Education

Darwin stories, Darwin's great ideas and Darwin's ways of working and thinking are inspiring for anyone learning about the natural world. Darwin's example can promote a deep understanding and excitement about our environment, the way it works and how we affect it.

The Charles Darwin Trust has established this through evaluation of its pilot Darwin-Inspired Learning programmes at Down House for primary and secondary schools and for teachers, and through recording learners' specific comments and insights.

The Trust currently collaborates principally with English Heritage which owns and opens Down House to the public, and is advisor to English Heritage on development of the Discovery Visits at Down House. Other major partnerships are with the Natural History Museum, and with the Science Learning Centres with whom the Trust works to deliver Darwin-Inspired Learning programmes.

The Trust also works with individual schools and several community gardens to adapt the programmes for specific outcomes. Relationships often begin as 'knowledge partnerships' in which the Trust provides Darwin expertise. Longer-term programmes incorporate Continuing Professional Development for the teachers alongside  programmes for the students over a period of several months, and can be held either at Down House and/or at the schools themselves.

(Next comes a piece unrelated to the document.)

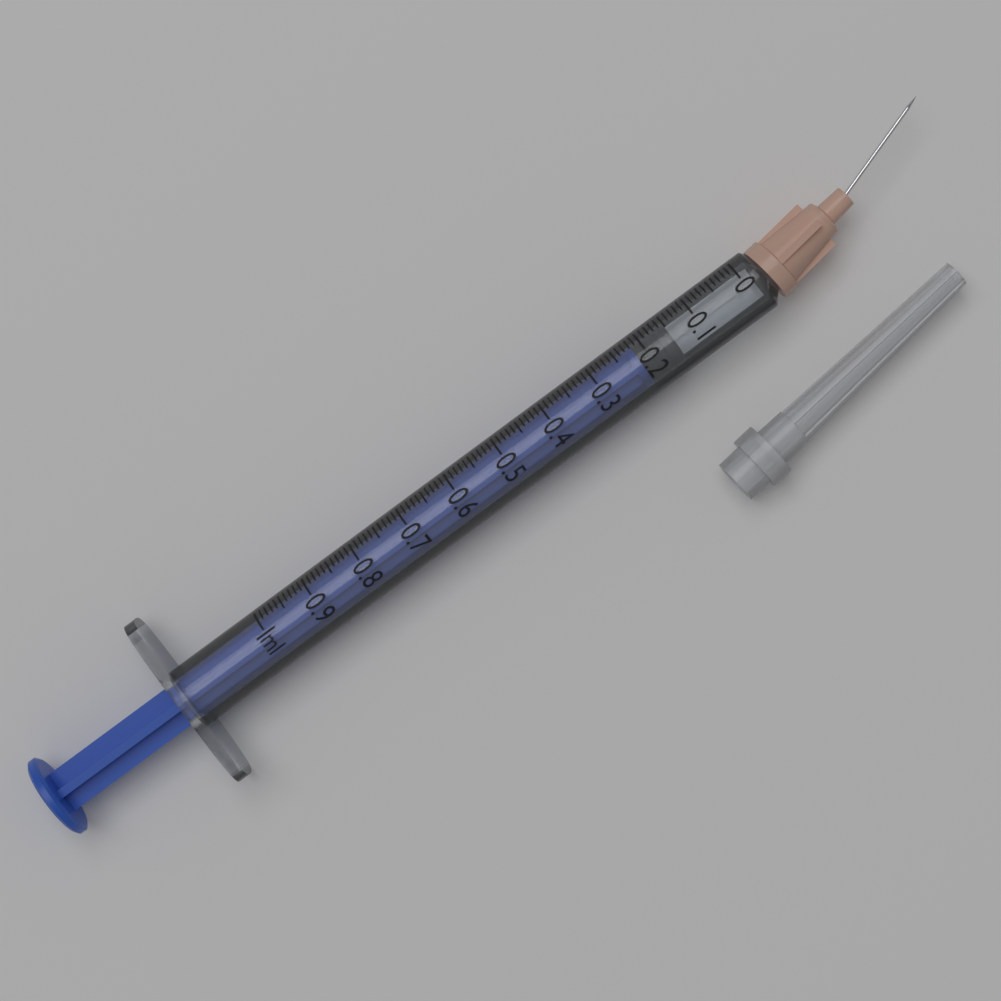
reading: 0.15 ml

In 2010 Swindon Academy Year 6 and Year 7 students embarked on a new project: YES@Swindon Academy. This is a transition project whereby students  and teachers learn to think like Charles Darwin, and in the process Year 6 students are helped to make the progression to secondary school.

Explore with Darwin is a partnership between the Trust,  BBC World Class and the Field Studies Council to bring schools together from across the world to share their projects exploring the natural world. Randal Keynes wrote the Explore with Darwin download available from BBC World Class.

The Trust has collaborated with London Borough of Bromley to develop a new education pack for Key Stage 2 and 3 which was launched during National Science and Engineering Week in March 2010 and circulated to 86 secondary and 24 primary schools in the borough. It can be downloaded from the above link.

The bicentenary of Darwin's birth in February and the 150th anniversary of the publication of On the Origin of Species in November 2009 stimulated a number of organisations to provide a wealth of activities and resources which are still available. See the links opposite for these other Darwin-inspired educational programmes and resources.